Advertisement

Prosperity is more than UCLA can bear, as Cal rolls to 35-7 victory over Bruins

Share

This was UCLA’s version of the Texas Two-Step.

The Bruins danced off the field in Austin two weeks ago with a victory over then-No. 7 Texas. They trudged to the locker room Saturday after absorbing a 35-7 beating from California at Memorial Stadium.

The sheer happiness in Texas became mild concern after the Bruins struggled against Washington State last week. That disintegrated into a bit of barking from a team leader following a loss that ended UCLA’s three-game winning streak

“Cal is one of the reasons why we haven’t been able to reach our goals,” free safety Rahim Moore said. “We always lose to these teams like Cal and Oregon. . . .”

Advertisement

Moore paused and looked across the locker room to a group of teammates, a couple of whom were regulars, and yelled, “You’re over there laughing? With what happened on the field?” He then picked up where he left off: “. . . We can’t lose to these types of teams.”

The frustration from Moore was understandable. This was no laughing matter for the Bruins (3-3 overall, 1-2 in Pacific 10 Conference play), especially with third-ranked Oregon coming up on Oct. 21 in Eugene.

“We wanted to get an important win going into Oregon,” quarterback Kevin Prince said. “That would have built momentum for this program and this team.”

The Bears (3-2, 1-1) took the momentum instead. They stumbled into this game from back-to-back losses to Nevada and Arizona, but went 70 yards on the first possession, with Shane Vereen scoring on a one-yard run.

By the time the Bruins appeared to show up mentally, California had a 28-0 first-half lead.

“We might have gotten a little lackadaisical in the first half,” strong safety Tony Dye said. “We didn’t come out on fire. We didn’t come out ready to play football. There was nothing wrong scheme-wise. There was nothing wrong anything-wise. It was our level of wanting to play football.”

Advertisement

California rushed for 304 yards. Vereen finished with 151 yards and two touchdowns in 25 carries. The Bears scored touchdowns on four of their first six possessions, with Vereen and Isi Sofele (80 yards rushing) running through the arms of would-be tacklers.

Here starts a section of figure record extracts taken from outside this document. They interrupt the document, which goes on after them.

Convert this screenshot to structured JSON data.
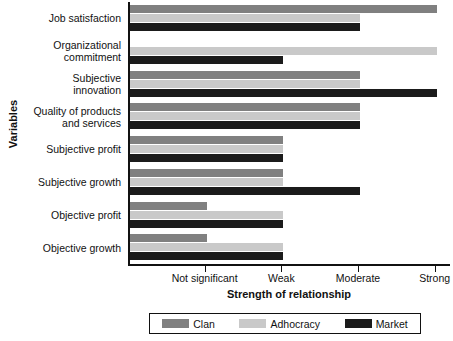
{
  "chart_data": {
    "type": "bar",
    "orientation": "horizontal",
    "title": "",
    "xlabel": "Strength of relationship",
    "ylabel": "Variables",
    "grid": false,
    "legend_position": "bottom",
    "xticklabels": [
      "Not significant",
      "Weak",
      "Moderate",
      "Strong"
    ],
    "xtickvalues": [
      1,
      2,
      3,
      4
    ],
    "xlim": [
      0,
      4.2
    ],
    "categories": [
      "Job satisfaction",
      "Organizational commitment",
      "Subjective innovation",
      "Quality of products and services",
      "Subjective profit",
      "Subjective growth",
      "Objective profit",
      "Objective growth"
    ],
    "series": [
      {
        "name": "Clan",
        "color": "#808080",
        "values": [
          4,
          0,
          3,
          3,
          2,
          2,
          1,
          1
        ]
      },
      {
        "name": "Adhocracy",
        "color": "#c9c9c9",
        "values": [
          3,
          4,
          3,
          3,
          2,
          2,
          2,
          2
        ]
      },
      {
        "name": "Market",
        "color": "#1b1b1b",
        "values": [
          3,
          2,
          4,
          3,
          2,
          3,
          2,
          2
        ]
      }
    ]
  },
  "axis": {
    "y_title": "Variables",
    "x_title": "Strength of relationship",
    "x_ticks": [
      {
        "label": "Not significant"
      },
      {
        "label": "Weak"
      },
      {
        "label": "Moderate"
      },
      {
        "label": "Strong"
      }
    ]
  },
  "categories": [
    {
      "line1": "Job satisfaction",
      "line2": ""
    },
    {
      "line1": "Organizational",
      "line2": "commitment"
    },
    {
      "line1": "Subjective",
      "line2": "innovation"
    },
    {
      "line1": "Quality of products",
      "line2": "and services"
    },
    {
      "line1": "Subjective profit",
      "line2": ""
    },
    {
      "line1": "Subjective growth",
      "line2": ""
    },
    {
      "line1": "Objective profit",
      "line2": ""
    },
    {
      "line1": "Objective growth",
      "line2": ""
    }
  ],
  "legend": [
    {
      "label": "Clan",
      "color": "#808080"
    },
    {
      "label": "Adhocracy",
      "color": "#c9c9c9"
    },
    {
      "label": "Market",
      "color": "#1b1b1b"
    }
  ]
}
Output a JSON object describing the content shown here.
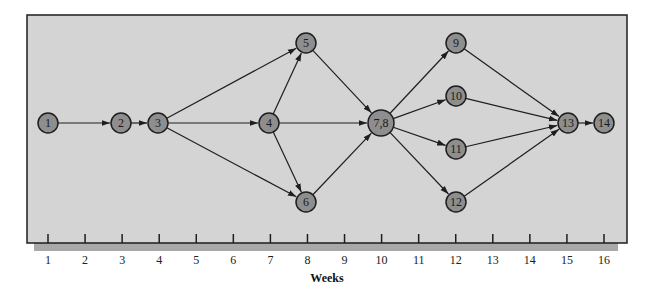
{
  "diagram": {
    "type": "network-schedule",
    "colors": {
      "panel": "#d4d4d4",
      "shadow": "#a9a9a9",
      "frame": "#1e1e1e",
      "node_fill": "#8e8e8e",
      "node_stroke": "#1e1e1e",
      "edge": "#1e1e1e"
    },
    "axis": {
      "title": "Weeks",
      "ticks": [
        "1",
        "2",
        "3",
        "4",
        "5",
        "6",
        "7",
        "8",
        "9",
        "10",
        "11",
        "12",
        "13",
        "14",
        "15",
        "16"
      ]
    },
    "nodes": [
      {
        "id": "1",
        "label": "1",
        "week": 1,
        "x": 48,
        "y": 123,
        "r": 10
      },
      {
        "id": "2",
        "label": "2",
        "week": 3,
        "x": 121,
        "y": 123,
        "r": 10
      },
      {
        "id": "3",
        "label": "3",
        "week": 4,
        "x": 158,
        "y": 123,
        "r": 10
      },
      {
        "id": "4",
        "label": "4",
        "week": 7,
        "x": 269,
        "y": 123,
        "r": 10
      },
      {
        "id": "5",
        "label": "5",
        "week": 8,
        "x": 306,
        "y": 43,
        "r": 10
      },
      {
        "id": "6",
        "label": "6",
        "week": 8,
        "x": 306,
        "y": 202,
        "r": 10
      },
      {
        "id": "78",
        "label": "7,8",
        "week": 10,
        "x": 381,
        "y": 123,
        "r": 13
      },
      {
        "id": "9",
        "label": "9",
        "week": 12,
        "x": 456,
        "y": 43,
        "r": 10
      },
      {
        "id": "10",
        "label": "10",
        "week": 12,
        "x": 456,
        "y": 96,
        "r": 10
      },
      {
        "id": "11",
        "label": "11",
        "week": 12,
        "x": 456,
        "y": 149,
        "r": 10
      },
      {
        "id": "12",
        "label": "12",
        "week": 12,
        "x": 456,
        "y": 202,
        "r": 10
      },
      {
        "id": "13",
        "label": "13",
        "week": 15,
        "x": 568,
        "y": 123,
        "r": 10
      },
      {
        "id": "14",
        "label": "14",
        "week": 16,
        "x": 604,
        "y": 123,
        "r": 10
      }
    ],
    "edges": [
      [
        "1",
        "2"
      ],
      [
        "2",
        "3"
      ],
      [
        "3",
        "5"
      ],
      [
        "3",
        "4"
      ],
      [
        "3",
        "6"
      ],
      [
        "4",
        "5"
      ],
      [
        "4",
        "78"
      ],
      [
        "4",
        "6"
      ],
      [
        "5",
        "78"
      ],
      [
        "6",
        "78"
      ],
      [
        "78",
        "9"
      ],
      [
        "78",
        "10"
      ],
      [
        "78",
        "11"
      ],
      [
        "78",
        "12"
      ],
      [
        "9",
        "13"
      ],
      [
        "10",
        "13"
      ],
      [
        "11",
        "13"
      ],
      [
        "12",
        "13"
      ],
      [
        "13",
        "14"
      ]
    ]
  }
}
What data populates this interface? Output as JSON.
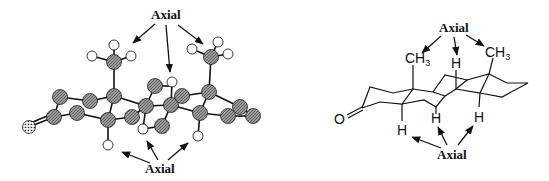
{
  "figure": {
    "left_model": {
      "type": "ball-and-stick",
      "top_label": "Axial",
      "bottom_label": "Axial"
    },
    "right_model": {
      "type": "skeletal-formula",
      "top_label": "Axial",
      "bottom_label": "Axial",
      "atoms": {
        "oxygen": "O",
        "methyl_1": "CH",
        "methyl_1_sub": "3",
        "methyl_2": "CH",
        "methyl_2_sub": "3",
        "h_top": "H",
        "h_bottom_1": "H",
        "h_bottom_2": "H",
        "h_bottom_3": "H"
      }
    },
    "colors": {
      "carbon": "#8a8a8a",
      "hydrogen": "#ffffff",
      "oxygen": "#d8d8d8",
      "stroke": "#111111"
    }
  }
}
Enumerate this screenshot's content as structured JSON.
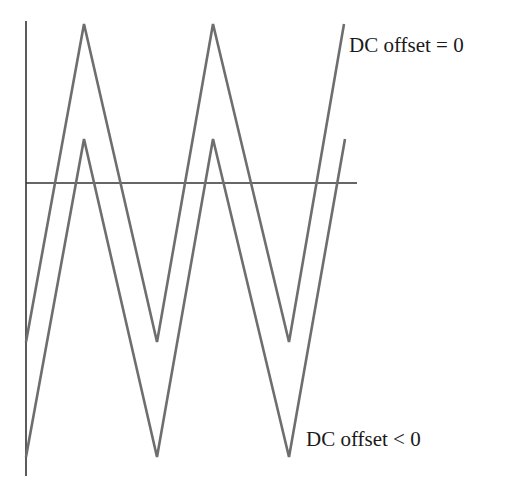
{
  "diagram": {
    "labels": {
      "upper": "DC offset = 0",
      "lower": "DC offset < 0"
    },
    "colors": {
      "wave": "#6e6e6e",
      "axis": "#333333",
      "text": "#1a1a1a",
      "background": "#ffffff"
    },
    "axes": {
      "vertical": {
        "x": 26,
        "y1": 21,
        "y2": 476
      },
      "horizontal": {
        "y": 183,
        "x1": 26,
        "x2": 357
      }
    },
    "waves": [
      {
        "name": "DC offset = 0",
        "points": [
          [
            26,
            342
          ],
          [
            84,
            24
          ],
          [
            157,
            342
          ],
          [
            213,
            24
          ],
          [
            289,
            342
          ],
          [
            344,
            24
          ]
        ]
      },
      {
        "name": "DC offset < 0",
        "points": [
          [
            26,
            457
          ],
          [
            84,
            139
          ],
          [
            157,
            457
          ],
          [
            213,
            139
          ],
          [
            289,
            457
          ],
          [
            345,
            139
          ]
        ]
      }
    ]
  }
}
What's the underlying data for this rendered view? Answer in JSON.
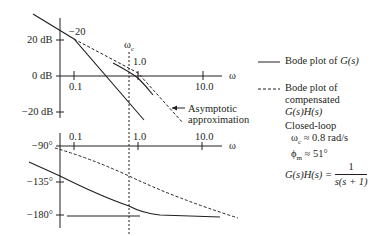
{
  "magnitude_plot": {
    "y_ticks": [
      "20 dB",
      "0 dB",
      "−20 dB"
    ],
    "x_ticks": [
      "0.1",
      "1.0",
      "10.0"
    ],
    "x_axis_label": "ω",
    "slope_label": "−20",
    "crossover_label": "ω",
    "crossover_sub": "c",
    "asymptote_note": [
      "Asymptotic",
      "approximation"
    ]
  },
  "phase_plot": {
    "y_ticks": [
      "−90°",
      "−135°",
      "−180°"
    ],
    "x_ticks": [
      "0.1",
      "1.0",
      "10.0"
    ],
    "x_axis_label": "ω"
  },
  "legend": {
    "solid": "Bode plot of G(s)",
    "solid_parts": [
      "Bode plot of ",
      "G(s)"
    ],
    "dashed": [
      "Bode plot of",
      "compensated",
      "G(s)H(s)"
    ]
  },
  "annotations": {
    "closed_loop_title": "Closed-loop",
    "wc_symbol": "ω",
    "wc_sub": "c",
    "wc_value": " ≈ 0.8 rad/s",
    "pm_symbol": "ϕ",
    "pm_sub": "m",
    "pm_value": " ≈ 51°",
    "transfer_lhs": "G(s)H(s) = ",
    "transfer_num": "1",
    "transfer_den": "s(s + 1)"
  },
  "colors": {
    "ink": "#231f20",
    "background": "#ffffff"
  }
}
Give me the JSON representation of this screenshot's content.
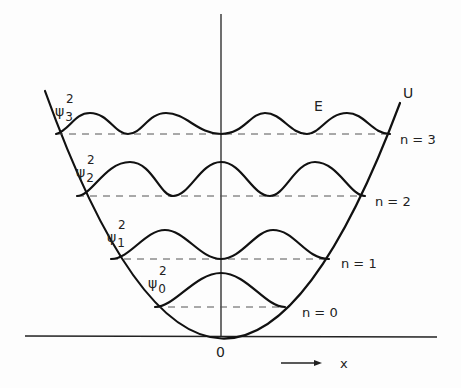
{
  "diagram": {
    "potential_label": "U",
    "energy_label": "E",
    "origin_label": "0",
    "x_axis_label": "x",
    "levels": [
      {
        "n": 0,
        "state_label": "n = 0",
        "psi_label": "ψ",
        "psi_sub": "0",
        "psi_sup": "2"
      },
      {
        "n": 1,
        "state_label": "n = 1",
        "psi_label": "ψ",
        "psi_sub": "1",
        "psi_sup": "2"
      },
      {
        "n": 2,
        "state_label": "n = 2",
        "psi_label": "ψ",
        "psi_sub": "2",
        "psi_sup": "2"
      },
      {
        "n": 3,
        "state_label": "n = 3",
        "psi_label": "ψ",
        "psi_sub": "3",
        "psi_sup": "2"
      }
    ]
  }
}
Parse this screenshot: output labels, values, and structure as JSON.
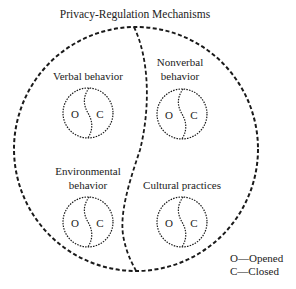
{
  "title": "Privacy-Regulation Mechanisms",
  "quadrants": [
    {
      "label_lines": [
        "Verbal behavior"
      ],
      "open": "O",
      "closed": "C"
    },
    {
      "label_lines": [
        "Nonverbal",
        "behavior"
      ],
      "open": "O",
      "closed": "C"
    },
    {
      "label_lines": [
        "Environmental",
        "behavior"
      ],
      "open": "O",
      "closed": "C"
    },
    {
      "label_lines": [
        "Cultural practices"
      ],
      "open": "O",
      "closed": "C"
    }
  ],
  "legend": {
    "opened": "O—Opened",
    "closed": "C—Closed"
  },
  "colors": {
    "stroke": "#1a1a1a",
    "text": "#222222",
    "background": "#ffffff"
  }
}
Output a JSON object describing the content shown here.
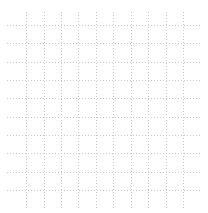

UCLA finished with 144 yards in total offense.

“We’ve got to be more consistent,” defensive tackle David Carter said. “We can’t just go out and be good against Texas and then flake on a team like Cal. We have to be a defense and an offense that puts our foot on their throat and lets them have it.”

Mistakes hurt the Bruins. Running back Johnathan Franklin fumbled, giving the Bears the ball on the UCLA 17-yard line, setting up a four-yard touchdown run by Vereen for a 14-0 lead.

UCLA got to the Cal 14-yard line early in the second quarter, then shifted in reverse. A holding call on Mike Harris was followed by a bad handoff exchange between Prince and running back Derrick Coleman that resulted in an 11-yard loss. Prince was sacked on third down, taking the Bruins out of field-goal range.

Asked how the Bruins could have come out flat at the start, Coach Rick Neuheisel said, “I can’t answer those questions. I know we had holding calls that were a huge deal and, obviously, the turnover.”

The Bears, though, overcame mistakes.

On one second-quarter possession, California had 30 yards in penalties — a personal foul, a holding call and a false start. Still, the Bears scored. Kevin Riley threw a 10-yard touchdown pass to Keenan Allen for a 21-0 lead.

Advertisement

“It was a series of unfortunate events,” Prince said. “They came out and scored right away. We kind got out of sync.”

But, he said, “There are six games left. We’re not going to quit.”